Editorial: A Full-Time Campus Needs a Full-Time Chancellor

    With the haggis undergoing its first incision, and the bagpipes blasting, Chancellor Marye Anne Fox snuck out through the back door. Fox was at the John Muir College honor society induction late last week, where she gave a speech about excellence and quality — big on rhetoric, small on specifics — before absconding.

    Chances are Fox did not leave to attend a meeting of one the many corporate and nonprofit boards on which she sits. But the same can’t be said of more than 180 other hours over the past year that she spent attending to business — but not the university’s business.

    As the San Diego Union-Tribune reported last week, Fox spent her first year at UCSD serving as a director of 10 corporations and nonprofits, more than all other UC chancellors and most university heads. During the same time, she received compensation from these groups rivaling her UCSD salary of $359,000, raising serious questions about Fox’s fiduciary commitment to the university and the potential for conflicts of interest.

    “Employee members of the university community are expected to devote primary professional allegiance to the university and to the mission of teaching, research and public service,” the UC Board of Regents announced in a new “statement on ethical values” last month, a statement Fox herself sent to the rest of campus’ employees.

    Quite presciently, the statement concluded: “Outside professional activities, personal financial interests or acceptance of benefits from third parties can create actual or perceived conflicts between the university’s mission and an individual’s private interests.”

    There is no doubt that Fox’s moonlighting creates just such a perception. As part of her compensation, Fox has accumulated more than $1 million in stocks, including stock in companies that may compete with the university for grants or bid to license faculty inventions.

    For example, Fox is a director of both a medical device developer and a clinical research company; at the same time, she is privy to UCSD research in the same fields through a variety of institutional review boards that must approve faculty projects and have access to proprietary information about them. Her dual roles represent the very appearance of a conflict of interest the new university policy aims to avoid.

    So far, the explanation offered has been woefully inadequate. Through her work, administrators have argued, Fox has helped the university increase collaboration with the corporate world.

    However, UCSD’s success in commercializing new inventions long predates Fox’s arrival; in any case establishing public-private partnerships is the job of the university’s technology transfer office, not the chancellor. Nor is it likely that Fox receives much real-world insight by listening in on a couple of hours of teleconferences each month, which is largely the extent of the responsibility of a corporate director.

    The fact is if the university was truly interested in bringing a corporate culture to campus, it could have picked a new chancellor who actually worked in the private sector, like UC President Robert C. Dynes, who spent many years as a renowned physicist at Bell Labs. Fox, by contrast, is a life-long academic.

    Sadly, the university’s tight-lipped handling of the current controversy isn’t surprising. Since her arrival last year, Fox has been plagued by a series of scandals, from unreported compensation to controversy surrounding University House, the mansion she was supposed to live in. In all instances, the university has responded with righteous indignation, suggesting that UCSD is lucky to have Fox, at any cost. Too little has been done to provoke an honest and thoughtful debate about the chancellor’s role, and her responsibilities.

    This culture of entitlement must come to an end. Fox competed against other qualified candidates, many of whom could likely do as fine a job without insisting on having 10 others. It’s time for our chancellor to decide if she is ready to provide UCSD with the full-time leader it deserves.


EXERCISE DIRECTIONS: Read the lines of the data below and retrieve those with "Decide".

Items from a figure collection
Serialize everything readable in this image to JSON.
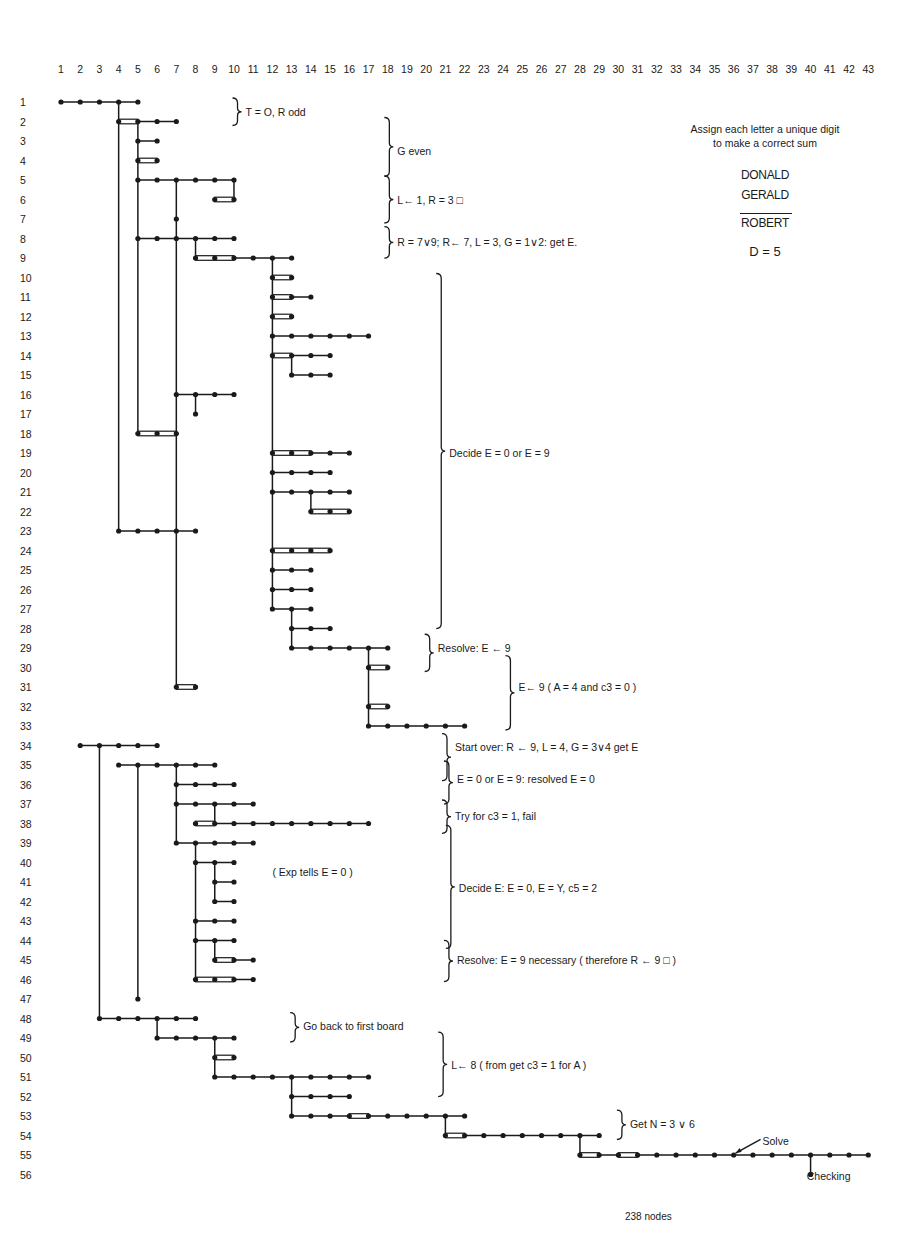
{
  "grid": {
    "columns": [
      "1",
      "2",
      "3",
      "4",
      "5",
      "6",
      "7",
      "8",
      "9",
      "10",
      "11",
      "12",
      "13",
      "14",
      "15",
      "16",
      "17",
      "18",
      "19",
      "20",
      "21",
      "22",
      "23",
      "24",
      "25",
      "26",
      "27",
      "28",
      "29",
      "30",
      "31",
      "32",
      "33",
      "34",
      "35",
      "36",
      "37",
      "38",
      "39",
      "40",
      "41",
      "42",
      "43"
    ],
    "rows": [
      "1",
      "2",
      "3",
      "4",
      "5",
      "6",
      "7",
      "8",
      "9",
      "10",
      "11",
      "12",
      "13",
      "14",
      "15",
      "16",
      "17",
      "18",
      "19",
      "20",
      "21",
      "22",
      "23",
      "24",
      "25",
      "26",
      "27",
      "28",
      "29",
      "30",
      "31",
      "32",
      "33",
      "34",
      "35",
      "36",
      "37",
      "38",
      "39",
      "40",
      "41",
      "42",
      "43",
      "44",
      "45",
      "46",
      "47",
      "48",
      "49",
      "50",
      "51",
      "52",
      "53",
      "54",
      "55",
      "56"
    ]
  },
  "puzzle": {
    "instruction_line1": "Assign each letter a unique digit",
    "instruction_line2": "to make a correct sum",
    "addend1": "DONALD",
    "addend2": "GERALD",
    "result": "ROBERT",
    "given": "D = 5"
  },
  "annotations": [
    {
      "id": "a1",
      "text": "T = O, R odd",
      "row": 1.5,
      "col": 10.6,
      "brace_from": 1,
      "brace_to": 2
    },
    {
      "id": "a2",
      "text": "G even",
      "row": 3.5,
      "col": 18.5,
      "brace_from": 2,
      "brace_to": 4.6
    },
    {
      "id": "a3",
      "text": "L← 1, R = 3 □",
      "row": 6,
      "col": 18.5,
      "brace_from": 5,
      "brace_to": 7
    },
    {
      "id": "a4",
      "text": "R = 7∨9;  R← 7, L = 3,  G = 1∨2: get E.",
      "row": 8.2,
      "col": 18.5,
      "brace_from": 7.6,
      "brace_to": 8.8
    },
    {
      "id": "a5",
      "text": "Decide E = 0 or E = 9",
      "row": 19,
      "col": 21.2,
      "brace_from": 10,
      "brace_to": 27.8
    },
    {
      "id": "a6",
      "text": "Resolve: E ← 9",
      "row": 29,
      "col": 20.6,
      "brace_from": 28.5,
      "brace_to": 30
    },
    {
      "id": "a7",
      "text": "E← 9  ( A = 4 and c3 = 0 )",
      "row": 31,
      "col": 24.8,
      "brace_from": 29.6,
      "brace_to": 33
    },
    {
      "id": "a8",
      "text": "Start over:  R ← 9,  L = 4,  G = 3∨4 get E",
      "row": 34.1,
      "col": 21.5,
      "brace_from": 33.6,
      "brace_to": 35.6
    },
    {
      "id": "a9",
      "text": "E = 0 or E = 9: resolved E = 0",
      "row": 35.7,
      "col": 21.6,
      "brace_from": 35,
      "brace_to": 36.8
    },
    {
      "id": "a10",
      "text": "Try for c3 = 1,  fail",
      "row": 37.6,
      "col": 21.5,
      "brace_from": 37,
      "brace_to": 38.3
    },
    {
      "id": "a11",
      "text": "( Exp tells E = 0   )",
      "row": 40.5,
      "col": 12.0,
      "brace_from": null,
      "brace_to": null
    },
    {
      "id": "a12",
      "text": "Decide E: E = 0, E = Y, c5 = 2",
      "row": 41.3,
      "col": 21.7,
      "brace_from": 38.3,
      "brace_to": 44.2
    },
    {
      "id": "a13",
      "text": "Resolve: E = 9 necessary ( therefore R ← 9 □ )",
      "row": 45,
      "col": 21.6,
      "brace_from": 44.2,
      "brace_to": 45.9
    },
    {
      "id": "a14",
      "text": "Go back to first board",
      "row": 48.4,
      "col": 13.6,
      "brace_from": 47.9,
      "brace_to": 49
    },
    {
      "id": "a15",
      "text": "L←  8 ( from get c3 = 1 for A )",
      "row": 50.4,
      "col": 21.3,
      "brace_from": 48.9,
      "brace_to": 51.8
    },
    {
      "id": "a16",
      "text": "Get N = 3 ∨ 6",
      "row": 53.4,
      "col": 30.6,
      "brace_from": 52.9,
      "brace_to": 54
    },
    {
      "id": "a17",
      "text": "Solve",
      "row": 54.3,
      "col": 37.5,
      "brace_from": null,
      "brace_to": null
    },
    {
      "id": "a18",
      "text": "Checking",
      "row": 56.1,
      "col": 39.8,
      "brace_from": null,
      "brace_to": null
    }
  ],
  "footer": {
    "node_count": "238  nodes"
  },
  "chart_data": {
    "type": "tree",
    "xlabel": "Column (step index 1-43)",
    "ylabel": "Row (line 1-56)",
    "total_nodes": 238,
    "segments": [
      {
        "row": 1,
        "from": 1,
        "to": 5,
        "double": []
      },
      {
        "row": 2,
        "from": 4,
        "to": 7,
        "double": [
          [
            4,
            5
          ]
        ]
      },
      {
        "row": 3,
        "from": 5,
        "to": 6,
        "double": []
      },
      {
        "row": 4,
        "from": 5,
        "to": 6,
        "double": [
          [
            5,
            6
          ]
        ]
      },
      {
        "row": 5,
        "from": 5,
        "to": 10,
        "double": []
      },
      {
        "row": 6,
        "from": 9,
        "to": 10,
        "double": [
          [
            9,
            10
          ]
        ]
      },
      {
        "row": 7,
        "from": 7,
        "to": 7,
        "double": []
      },
      {
        "row": 8,
        "from": 5,
        "to": 10,
        "double": []
      },
      {
        "row": 9,
        "from": 8,
        "to": 13,
        "double": [
          [
            8,
            10
          ]
        ]
      },
      {
        "row": 10,
        "from": 12,
        "to": 13,
        "double": [
          [
            12,
            13
          ]
        ]
      },
      {
        "row": 11,
        "from": 12,
        "to": 14,
        "double": [
          [
            12,
            13
          ]
        ]
      },
      {
        "row": 12,
        "from": 12,
        "to": 13,
        "double": [
          [
            12,
            13
          ]
        ]
      },
      {
        "row": 13,
        "from": 12,
        "to": 17,
        "double": []
      },
      {
        "row": 14,
        "from": 12,
        "to": 15,
        "double": [
          [
            12,
            13
          ]
        ]
      },
      {
        "row": 15,
        "from": 13,
        "to": 15,
        "double": []
      },
      {
        "row": 16,
        "from": 7,
        "to": 10,
        "double": []
      },
      {
        "row": 17,
        "from": 8,
        "to": 8,
        "double": []
      },
      {
        "row": 18,
        "from": 5,
        "to": 7,
        "double": [
          [
            5,
            7
          ]
        ]
      },
      {
        "row": 19,
        "from": 12,
        "to": 16,
        "double": [
          [
            12,
            14
          ]
        ]
      },
      {
        "row": 20,
        "from": 12,
        "to": 15,
        "double": []
      },
      {
        "row": 21,
        "from": 12,
        "to": 16,
        "double": []
      },
      {
        "row": 22,
        "from": 14,
        "to": 16,
        "double": [
          [
            14,
            16
          ]
        ]
      },
      {
        "row": 23,
        "from": 4,
        "to": 8,
        "double": []
      },
      {
        "row": 24,
        "from": 12,
        "to": 15,
        "double": [
          [
            12,
            15
          ]
        ]
      },
      {
        "row": 25,
        "from": 12,
        "to": 14,
        "double": []
      },
      {
        "row": 26,
        "from": 12,
        "to": 14,
        "double": []
      },
      {
        "row": 27,
        "from": 12,
        "to": 14,
        "double": []
      },
      {
        "row": 28,
        "from": 13,
        "to": 15,
        "double": []
      },
      {
        "row": 29,
        "from": 13,
        "to": 18,
        "double": []
      },
      {
        "row": 30,
        "from": 17,
        "to": 18,
        "double": [
          [
            17,
            18
          ]
        ]
      },
      {
        "row": 31,
        "from": 7,
        "to": 8,
        "double": [
          [
            7,
            8
          ]
        ]
      },
      {
        "row": 32,
        "from": 17,
        "to": 18,
        "double": [
          [
            17,
            18
          ]
        ]
      },
      {
        "row": 33,
        "from": 17,
        "to": 22,
        "double": []
      },
      {
        "row": 34,
        "from": 2,
        "to": 6,
        "double": []
      },
      {
        "row": 35,
        "from": 4,
        "to": 9,
        "double": []
      },
      {
        "row": 36,
        "from": 7,
        "to": 10,
        "double": []
      },
      {
        "row": 37,
        "from": 7,
        "to": 11,
        "double": []
      },
      {
        "row": 38,
        "from": 8,
        "to": 17,
        "double": [
          [
            8,
            9
          ]
        ]
      },
      {
        "row": 39,
        "from": 7,
        "to": 11,
        "double": []
      },
      {
        "row": 40,
        "from": 8,
        "to": 10,
        "double": []
      },
      {
        "row": 41,
        "from": 9,
        "to": 10,
        "double": []
      },
      {
        "row": 42,
        "from": 9,
        "to": 10,
        "double": []
      },
      {
        "row": 43,
        "from": 8,
        "to": 10,
        "double": []
      },
      {
        "row": 44,
        "from": 8,
        "to": 10,
        "double": []
      },
      {
        "row": 45,
        "from": 9,
        "to": 11,
        "double": [
          [
            9,
            10
          ]
        ]
      },
      {
        "row": 46,
        "from": 8,
        "to": 11,
        "double": [
          [
            8,
            10
          ]
        ]
      },
      {
        "row": 47,
        "from": 5,
        "to": 5,
        "double": []
      },
      {
        "row": 48,
        "from": 3,
        "to": 8,
        "double": []
      },
      {
        "row": 49,
        "from": 6,
        "to": 10,
        "double": []
      },
      {
        "row": 50,
        "from": 9,
        "to": 10,
        "double": [
          [
            9,
            10
          ]
        ]
      },
      {
        "row": 51,
        "from": 9,
        "to": 17,
        "double": []
      },
      {
        "row": 52,
        "from": 13,
        "to": 16,
        "double": []
      },
      {
        "row": 53,
        "from": 13,
        "to": 22,
        "double": [
          [
            16,
            17
          ]
        ]
      },
      {
        "row": 54,
        "from": 21,
        "to": 29,
        "double": [
          [
            21,
            22
          ]
        ]
      },
      {
        "row": 55,
        "from": 28,
        "to": 43,
        "double": [
          [
            28,
            29
          ],
          [
            30,
            31
          ]
        ]
      },
      {
        "row": 56,
        "from": 40,
        "to": 40,
        "double": []
      }
    ],
    "verticals": [
      {
        "col": 4,
        "from": 1,
        "to": 23
      },
      {
        "col": 5,
        "from": 2,
        "to": 18
      },
      {
        "col": 7,
        "from": 5,
        "to": 31
      },
      {
        "col": 10,
        "from": 5,
        "to": 6
      },
      {
        "col": 8,
        "from": 8,
        "to": 9
      },
      {
        "col": 12,
        "from": 9,
        "to": 27
      },
      {
        "col": 8,
        "from": 16,
        "to": 17
      },
      {
        "col": 13,
        "from": 14,
        "to": 15
      },
      {
        "col": 14,
        "from": 21,
        "to": 22
      },
      {
        "col": 13,
        "from": 27,
        "to": 29
      },
      {
        "col": 17,
        "from": 29,
        "to": 33
      },
      {
        "col": 3,
        "from": 34,
        "to": 48
      },
      {
        "col": 5,
        "from": 35,
        "to": 47
      },
      {
        "col": 7,
        "from": 35,
        "to": 39
      },
      {
        "col": 9,
        "from": 37,
        "to": 38
      },
      {
        "col": 8,
        "from": 39,
        "to": 46
      },
      {
        "col": 9,
        "from": 40,
        "to": 42
      },
      {
        "col": 9,
        "from": 44,
        "to": 45
      },
      {
        "col": 6,
        "from": 48,
        "to": 49
      },
      {
        "col": 9,
        "from": 49,
        "to": 51
      },
      {
        "col": 13,
        "from": 51,
        "to": 53
      },
      {
        "col": 21,
        "from": 53,
        "to": 54
      },
      {
        "col": 28,
        "from": 54,
        "to": 55
      },
      {
        "col": 40,
        "from": 55,
        "to": 56
      }
    ]
  }
}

WRITTEN RESPONSE:
      "text": "Decide E = 0 or E = 9",
      "text": "Decide E: E = 0, E = Y, c5 = 2",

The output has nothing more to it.